We make our friends; we make our enemies; but God makes our next-door neighbour. Hence he comes to us clad in all the careless terrors of nature; he is as strange as the stars, as reckless and indifferent as the rain. He is Man, the most terrible of beasts. That is why the old religions and the old scriptural language showed so sharp a wisdom when they spoke not of one's duty towards humanity, but one's duty towards one's neighbour. The duty towards humanity may often take the form of some choice which is personal or even pleasurable. ... But we have to love our neighbour because he is there--a much more alarming reason for a much more serious operation. He is the sample of humanity which is actually given us. Precisely because he may be anybody he is everybody. He is a symbol because he is an accident." -- from Heretics (1905)

Monday, May 19, 2008

Covenant Objectivity

All in the Family: Covenant Objectivity.http://www.blogger.com/img/gl.link.gif

Bible Marathon

Bible Marathon.

Church with Benefits

And millions are doing the same thing with church. I attend when I want to, and only for my benefit. I am there because I am experiencing a personal spiritual, relational, or emotional crisis, and I want God to give me my "spiritual booty call" to make me feel better. But don't ask me to make any ongoing investment in the church. Don't have any expectations of me as someone who came to that church. Just allow me to come in, use your church as I would a prostitute (I might even pay you for your services), and then I can move on, go back to my life and I'll get back to you if I need you again.

Read the rest.

Saturday, May 17, 2008

Pastors: If I Had To Do It All Over Again...

From Jesus Creed:

...from Kent Anderson, pastor of a Covenant church in Naperville Illinois.

Hindsight is 20/20 but it often comes at less than productive moments but sometimes it does make a difference. I have served churches in Iowa, Michigan and Illinois; in rural, small town and suburban environs. I have dealt with everything from murder to suicide to sexual abuse to goofy boards to cranky members to bats in the church to you name it. Knowing this - the one thing I would make sure of if I was starting over again is this – read the Bible.

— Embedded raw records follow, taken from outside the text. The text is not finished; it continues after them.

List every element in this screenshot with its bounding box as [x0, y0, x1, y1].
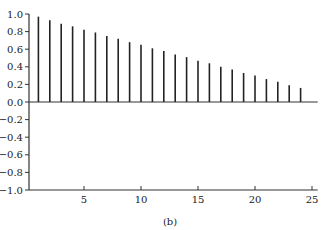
y-axis: 1.00.80.60.40.20.0−0.2−0.4−0.6−0.8−1.0: [0, 9, 29, 196]
y-tick-label: 0.8: [7, 26, 23, 37]
x-tick-label: 25: [306, 194, 319, 205]
y-tick-label: −0.8: [0, 167, 23, 178]
stems: [38, 17, 300, 102]
y-tick-label: 0.0: [7, 97, 23, 108]
figure-caption: (b): [163, 216, 177, 227]
y-tick-label: −0.2: [0, 114, 23, 125]
y-tick-label: −0.4: [0, 132, 23, 143]
y-tick-label: −1.0: [0, 185, 23, 196]
stem-chart: 1.00.80.60.40.20.0−0.2−0.4−0.6−0.8−1.0 5…: [0, 0, 323, 230]
x-tick-label: 15: [192, 194, 205, 205]
y-tick-label: 1.0: [7, 9, 23, 20]
x-tick-label: 20: [249, 194, 262, 205]
y-tick-label: 0.2: [7, 79, 23, 90]
y-tick-label: 0.4: [7, 61, 23, 72]
x-axis: 510152025: [29, 186, 318, 205]
x-tick-label: 10: [135, 194, 148, 205]
y-tick-label: 0.6: [7, 44, 23, 55]
y-tick-label: −0.6: [0, 149, 23, 160]
x-tick-label: 5: [81, 194, 87, 205]
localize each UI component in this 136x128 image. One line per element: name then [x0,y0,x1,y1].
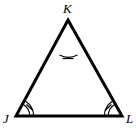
triangle-outline [16,20,122,116]
vertex-label-j: J [3,111,10,126]
vertex-label-l: L [125,111,133,126]
vertex-label-k: K [62,1,73,16]
geometry-figure: K J L [0,0,136,128]
triangle-jkl-svg: K J L [0,0,136,128]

Oh I read the Bible regularly with some systematic method, but what I mean is to read through the Bible repeatedly every year. Make it a high priority practice. About 12 years ago I began to read the Bible from front to back three times a year. I read it in 20 chapter segments and this takes about an hour a day. I do this 4 - 5 time a week. I change version each time read through it, NIV, NRSV, KJV, NASB, Jerusalem, the Message, whatever. I mark the Bible up and have cheap notebook to jot down my thoughts and questions. There are times when I take a break for a month and do something else but this has been my foundational practice for years.

Why do this? In every other element of my position I know that there are people in the church who know more about leadership and vision casting, finances, building construction and maintenance, pedagogy and the care and feeding of copiers. But I need to know the Bible. I need to know it intimately, its themes (large and small) the people who populate it and its flow. I need to know it personally to be able to carefully use it professionally. The more I read it the more I am drawn to it. And I discover more about myself in reading the Bible. I love Leviticus and its lessons. Judges is the most contemporary book for our land. David is always in trouble in Psalms. The personalities of the gospels are amazing, and Revelation can be breathtaking.

My regret is that I started this practice after 15 years of ministry. But if I were starting over again among all the choices I would have to make, reading the Bible through would be #1.